ANALYSIS
At a recent event, Rwanda’s president Paul Kagame suggested he might change the constitution to allow him to run for a third term in 2017.
Speaking at an event at Tufts University yesterday, Rwanda’s President Paul Kagame gave one the biggest hints yet that he may alter the constitution in order to run for a third term in 2017.
In response to a student’s question concerning what role he would play in the country after his current term ends, Kagame responded: “I have been asked when or whether I am going to leave office right from the time when I started. It is as if I am here just to leave. I’m here to do business on behalf of Rwandans …
“I don’t know what else I can give you on that, but let’s wait and see what happens as we go. Whatever will happen, we’ll have an explanation.”
Kagame has led Rwanda since 1994 when the Rwandan Patriotic Front (RPF) took control of the country and ended the genocide against the Tutsis.
For the first six years, Kagame was a de facto head, but he officially took presidential office in 2000 after his predecessor resigned. He then won elections in 2003 and again in 2010.
Under Rwanda’s constitution, presidents are limited to two seven-year terms, but ever since 2010, there has been speculation over whether Kagame would hand over the reins of power come 2017.
Recently in Rwanda, the media, which is heavily monitored and censored by the government, has published a number of articles in support of a constitutional amendment that would allow Kagame to run again.
These articles tend to frame the issue as a matter of democracy. Oneletter to The New Times, for example, advised fellow citizens to remember that “a constitution isn’t a straitjacket but a living covenant with built-in rules for amendment as the polity requires.
As long as the necessary minimum proportion of Rwandans required by the Constitution want a revision to that sacred document to cater to fundamental change in national need, then we should all be prepared to accept such change.”
Meanwhile, an article last year which followed Kagame’s annual Citizen Outreach programmes, in which he meets with communities across the country, described how “residents appealed to the Head of State to remain in office and pledged to vote for him.”
The author, a legal scholar based in the capital, concluded: “In many democracies, it is totally justified to amend the constitution principally to advance the broad shared interests of the citizens or in response to nation’s exigencies at hand. It even befits more when the amendment is steered by the people themselves.”
Repression in and out of Rwanda
To critics of Kagame, such talk of democratic principles is disingenuous. They claim that Kagame’s regime has long been characterised by repression, violence and human rights abuses, all sheltered by a silently complicit West.
In the aftermath of the 1994 genocide, for example, RPF forces are believed to have killed around 35,000 Hutus in reprisal attacks.
These “military campaign style mass murders” were catalogued by the UN, but the report was never released, allegedly because of Kagame’s close relationship with the US and the guilt the international community felt for not intervening in the genocide.
Kagame’s army has also committed large-scale abuses in neighbouring Democratic Republic of Congo (DRC). The motivation for Rwanda’s incursions into the DRC, the first in 1996, was to root out Hutu génocidaires who still posed a threat, but the RPF went well beyond this.
According to 600-page UN report, the Rwandan army killed tens if not hundreds of thousands of Hutus, including women and children, in what some claimed could amount to genocide.
Domestically, Kagame has also been accused of violence and repression. Although the country holds elections and claims to be democratic, Freedom House classifies Rwanda as ‘Not Free’.
Dissenting newspapers and journalists are not tolerated and claim to be harassed and intimidated. Opposition leader Victoire Ingabire is currently languishing in jail on what many believe to be trumped up charges.
And there have reportedly been several cases of extrajudicial killings. This January, for example, the exiled former intelligence chief, Patrick Karageya, was found murdered in a hotel in South Africa.
In the aftermath, Kagame did little to dispel suspicions that the Rwandan government was responsible when he commented, “You can’t betray Rwanda and not get punished for it.”
Over the last two decades, Western governments have largely turned a blind eye to Kagame’s repressive tendencies.
Many believe this partly because of a sense of guilt at their failure to prevent the 1994 genocide, though as Rwanda specialist Catharine Newbury has pointed out, Kagame is also “extremely adept in speaking a discourse that Westerners want to hear.”
Recently, Rwanda’s status as an aid darling has started to slip, especially after evidence emerged of its alleged support for the M23 rebels in the eastern DRC, but it remains to be seen how donor countries would respond if Kagame announces he will be running again in 2017.
Similarly, while government-backed Rwandan media paint a picture of widespread support for the strongman, it also remains to be seen how the broader Rwandan population would feel about their president’s twenty-year rule being extended by a further seven.
Hilary Matfess is a graduate student at the Johns Hopkins University School of Advanced International Studies, pursuing a degree in African Studies and International Economics.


YOUR OBJECTIVE:
Omit the pictures and return every entry exactly as written.

Segment Start: RECORDS FOR THE EXERCISE

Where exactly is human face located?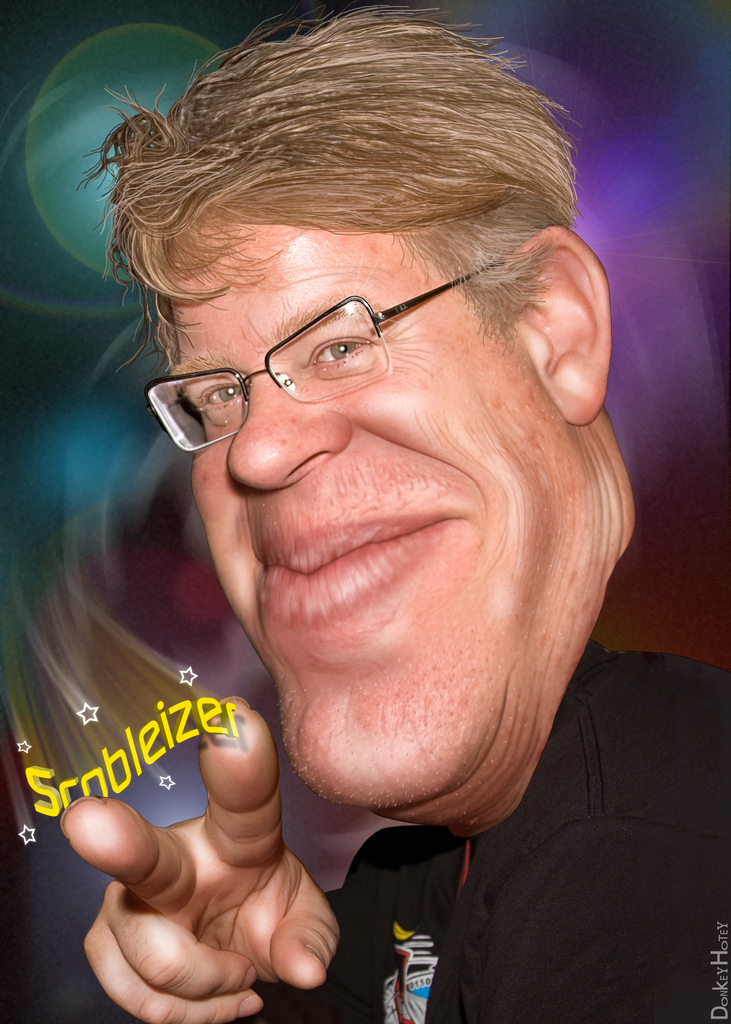
Its bounding box is <box>164,214,558,807</box>.
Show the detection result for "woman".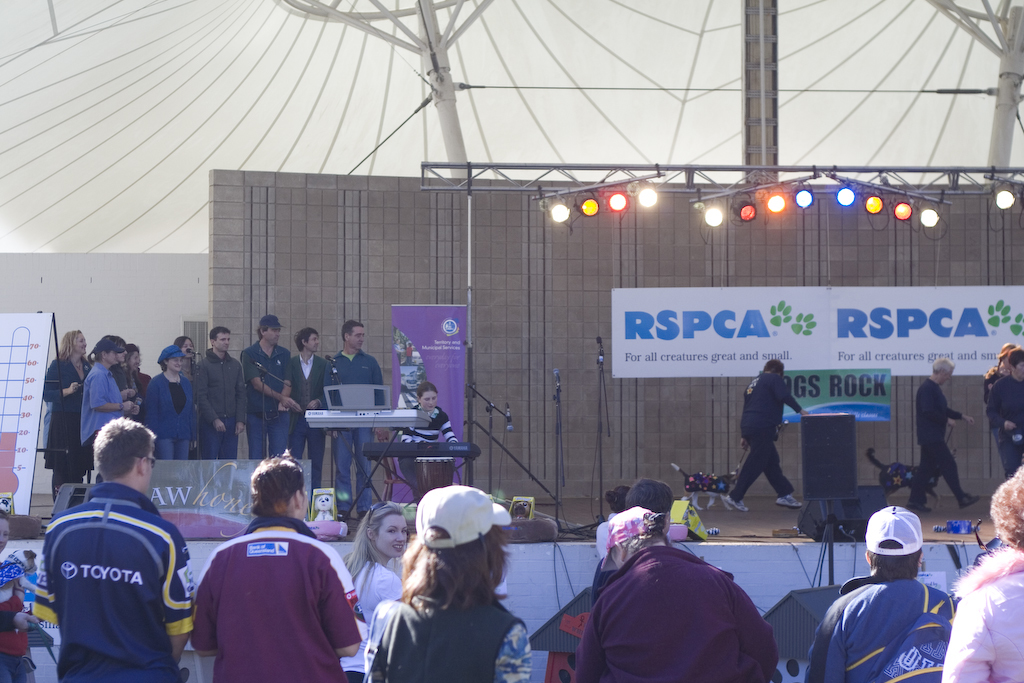
crop(0, 506, 42, 682).
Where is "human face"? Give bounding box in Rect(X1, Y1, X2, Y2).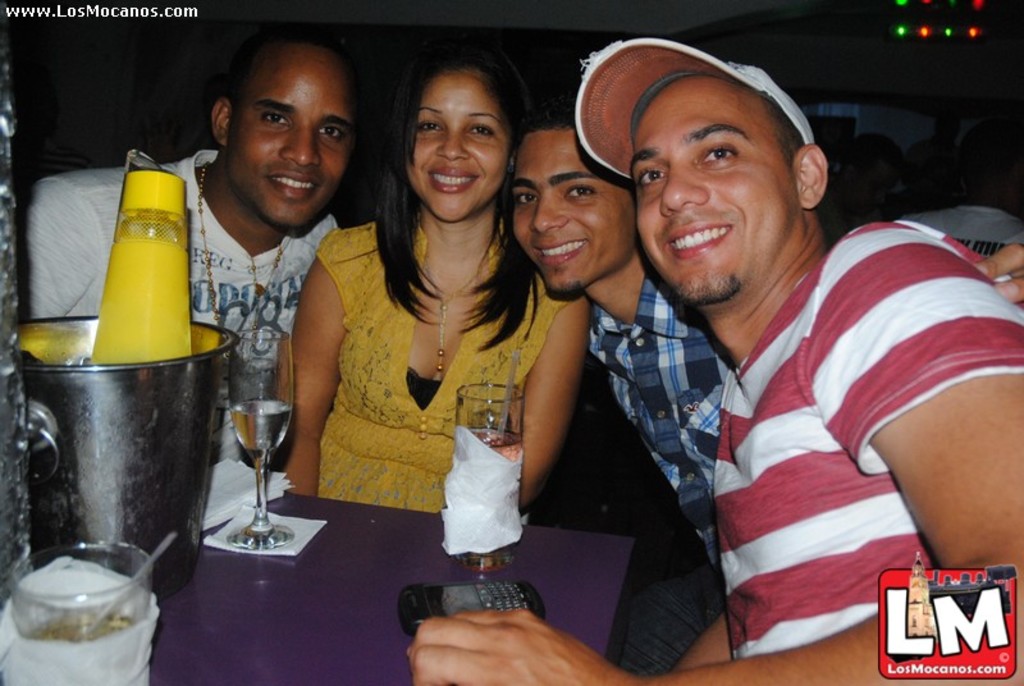
Rect(407, 65, 508, 224).
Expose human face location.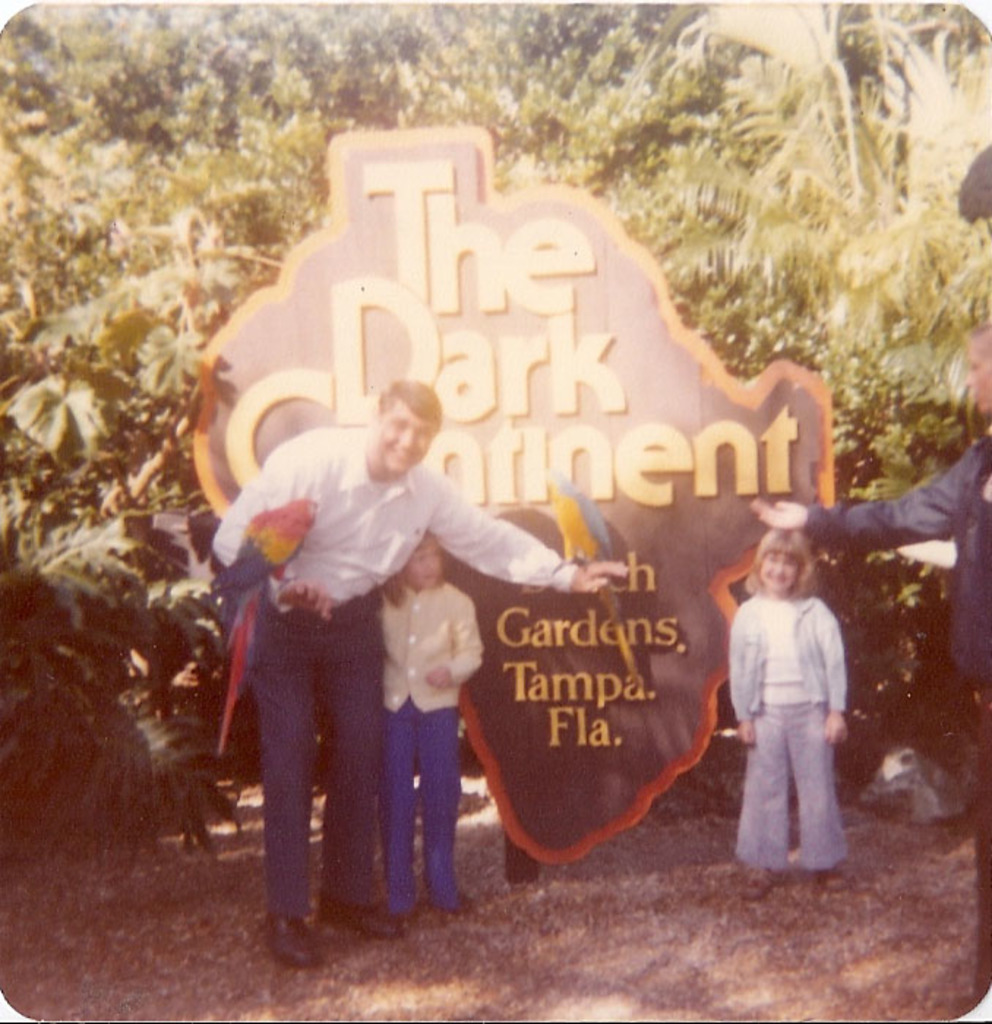
Exposed at select_region(376, 399, 436, 471).
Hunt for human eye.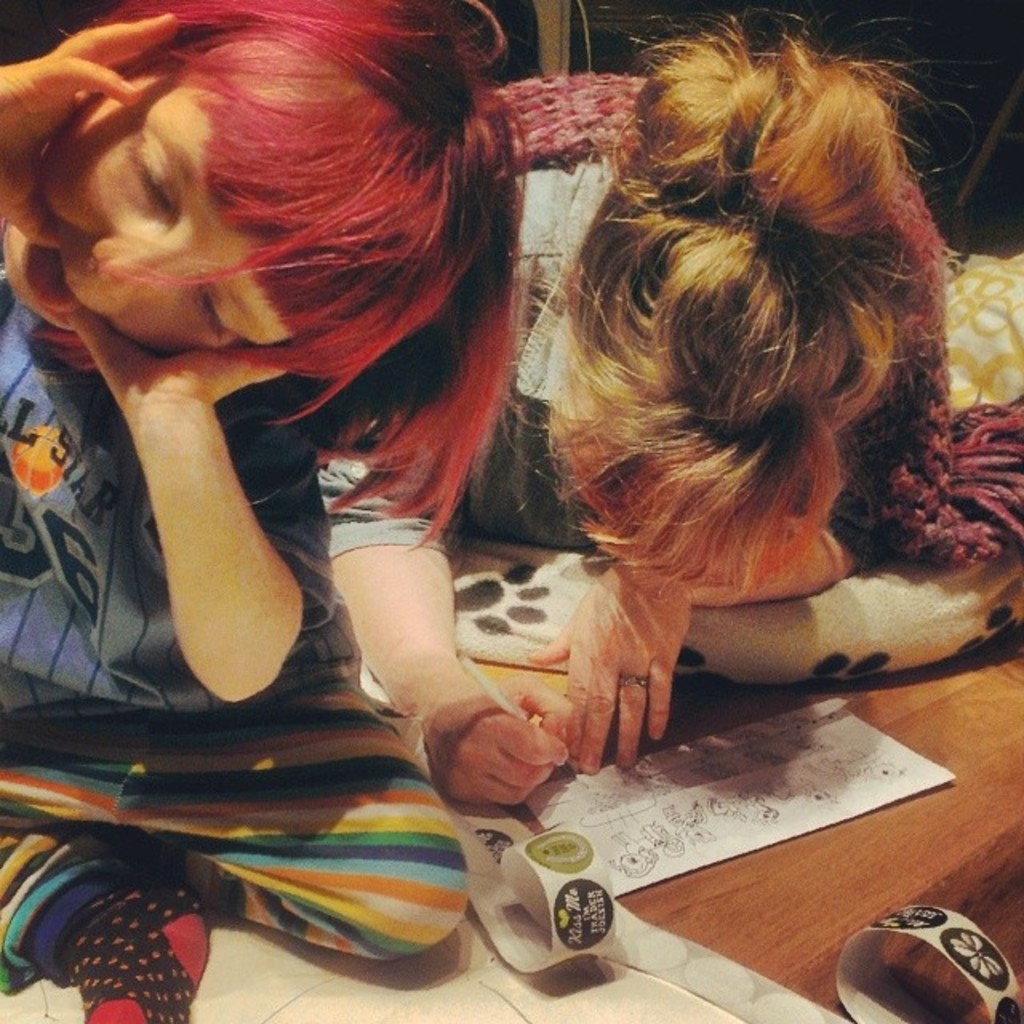
Hunted down at region(187, 274, 250, 347).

Segment End: RECORDS FOR THE EXERCISE

TASK OUTPUT:
Where exactly is human face located?
Its bounding box is <box>164,214,558,807</box>.
Show the detection result for "woman".
crop(0, 506, 42, 682).
Where is "human face"? Give bounding box in Rect(X1, Y1, X2, Y2).
Rect(407, 65, 508, 224).
Expose human face location.
Exposed at select_region(376, 399, 436, 471).
Hunt for human eye.
Hunted down at region(187, 274, 250, 347).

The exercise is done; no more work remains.